You are correct on that point, Joel -- the size of the field matters.
For example, we are not going to let developers pick random 4 bit values
for the IP version number. On the other hand, that's something that WG
very often could fix. They could often make sure that new protocols or
new versions of an old protocol include large enough extension
identifiers, maybe by adding a level of indirection somewhere. That
seems better than relying on IANA to manage scarcity.
-- Christian Huitema
On 12/13/2024 8:58 PM, Joel Halpern wrote:
There are certainly contexts where that works. And so, for those,
define a suitable registry policy (if you even need one, long random
numbers don't seem likely to collide). On the other hand, for 8 or 16
bit fields, I don't think that works :-)
That's a part of why different registries have different polices.
Yours,
Joel
On 12/13/2024 11:27 PM, Christian Huitema wrote:
On Dec 9, 2024, at 12:24 PM, Phillip Hallam-Baker
<phill@xxxxxxxxxxxxxxx> wrote:
The big advantage of OIDs for algorithms is that anyone can define
them without IETF involvement and thus the issue of endorsement
simply doesn't come
That, or large random numbers, like the 62 bit integers used to
identify "transport parameters" in QUIC. As long as they are actually
picked at random.
I think that's actually key. Writing a draft in order to secure a
unique number seems backwards. Drafts ought to be written in order to
express an idea, maybe a protocol option. Extension mechanisms ought
to be designed to make such experimentation easy. Making the ID space
for extensions big enough solves that, allows the draft authors to
document the option ID and allow experimentation immediately.
RFC publication is then the time to go from long random numbers to
more efficient short and registered numbers.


In the data below, how many lines include the word "label"? Give only the number.

-------- DATA IN THIS EXERCISE --------

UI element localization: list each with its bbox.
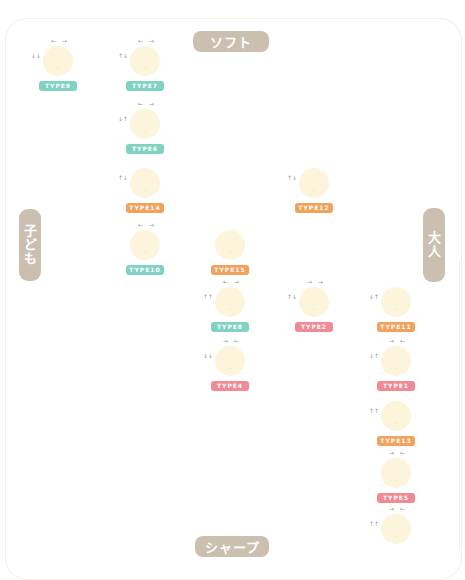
direction-arrows-icon: → → [307, 279, 325, 285]
type-node[interactable]: ← → TYPE10 [115, 219, 175, 279]
type-node[interactable]: ← → ↓↓ TYPE9 [28, 35, 88, 95]
direction-arrows-icon: ↓↓ [203, 353, 209, 359]
type-badge: TYPE12 [295, 203, 333, 213]
type-badge: TYPE10 [126, 265, 164, 275]
face-icon [215, 346, 245, 376]
face-icon [215, 287, 245, 317]
direction-arrows-icon: → ← [389, 506, 407, 512]
face-icon [299, 287, 329, 317]
type-badge: TYPE9 [39, 81, 77, 91]
face-icon [43, 46, 73, 76]
face-icon [130, 109, 160, 139]
type-node[interactable]: → ← TYPE5 [366, 447, 426, 507]
type-badge: TYPE13 [377, 436, 415, 446]
type-badge: TYPE6 [126, 144, 164, 154]
direction-arrows-icon: ← → [138, 101, 156, 107]
type-node[interactable]: → → ↑↓ TYPE2 [284, 276, 344, 336]
direction-arrows-icon: ↑↑ [369, 408, 375, 414]
type-node[interactable]: ← → ↑↑ TYPE8 [200, 276, 260, 336]
edge-divider [459, 260, 460, 550]
type-node[interactable]: → ← ↓↓ TYPE4 [200, 335, 260, 395]
type-node[interactable]: ← → ↑↓ TYPE7 [115, 35, 175, 95]
direction-arrows-icon: ↓↑ [369, 294, 375, 300]
direction-arrows-icon: ↓↑ [118, 116, 124, 122]
direction-arrows-icon: → ← [223, 338, 241, 344]
axis-label-top: ソフト [193, 31, 269, 52]
face-icon [130, 46, 160, 76]
direction-arrows-icon: ↑↓ [287, 294, 293, 300]
direction-arrows-icon: ↓↓ [31, 53, 37, 59]
axis-label-left: 子ども [19, 209, 41, 281]
type-badge: TYPE7 [126, 81, 164, 91]
direction-arrows-icon: ↑↓ [287, 175, 293, 181]
type-node[interactable]: ← → ↓↑ TYPE6 [115, 98, 175, 158]
type-node[interactable]: → ← ↓↑ TYPE1 [366, 335, 426, 395]
direction-arrows-icon: → ← [389, 450, 407, 456]
direction-arrows-icon: ← → [223, 279, 241, 285]
face-icon [215, 230, 245, 260]
direction-arrows-icon: ↑↓ [118, 175, 124, 181]
type-node[interactable]: ↑↑ TYPE13 [366, 390, 426, 450]
type-badge: TYPE4 [211, 381, 249, 391]
face-icon [381, 287, 411, 317]
face-icon [299, 168, 329, 198]
type-badge: TYPE8 [211, 322, 249, 332]
type-badge: TYPE15 [211, 265, 249, 275]
face-icon [381, 458, 411, 488]
type-node[interactable]: → ← ↑↑ [366, 503, 426, 563]
direction-arrows-icon: ← → [138, 38, 156, 44]
type-node[interactable]: ↑↓ TYPE14 [115, 157, 175, 217]
direction-arrows-icon: ← → [138, 222, 156, 228]
face-icon [381, 401, 411, 431]
type-badge: TYPE11 [377, 322, 415, 332]
direction-arrows-icon: ← → [51, 38, 69, 44]
axis-label-right: 大人 [423, 208, 445, 282]
direction-arrows-icon: ↑↑ [203, 294, 209, 300]
face-icon [381, 514, 411, 544]
direction-arrows-icon: ↑↓ [118, 53, 124, 59]
type-badge: TYPE14 [126, 203, 164, 213]
direction-arrows-icon: ↓↑ [369, 353, 375, 359]
type-node[interactable]: ↓↑ TYPE11 [366, 276, 426, 336]
type-node[interactable]: ↑↓ TYPE12 [284, 157, 344, 217]
face-icon [130, 230, 160, 260]
face-icon [130, 168, 160, 198]
type-badge: TYPE5 [377, 493, 415, 503]
axis-label-bottom: シャープ [195, 536, 269, 557]
direction-arrows-icon: ↑↑ [369, 521, 375, 527]
direction-arrows-icon: → ← [389, 338, 407, 344]
type-badge: TYPE2 [295, 322, 333, 332]
face-icon [381, 346, 411, 376]
type-node[interactable]: TYPE15 [200, 219, 260, 279]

--------

**WRITTEN RESPONSE**
4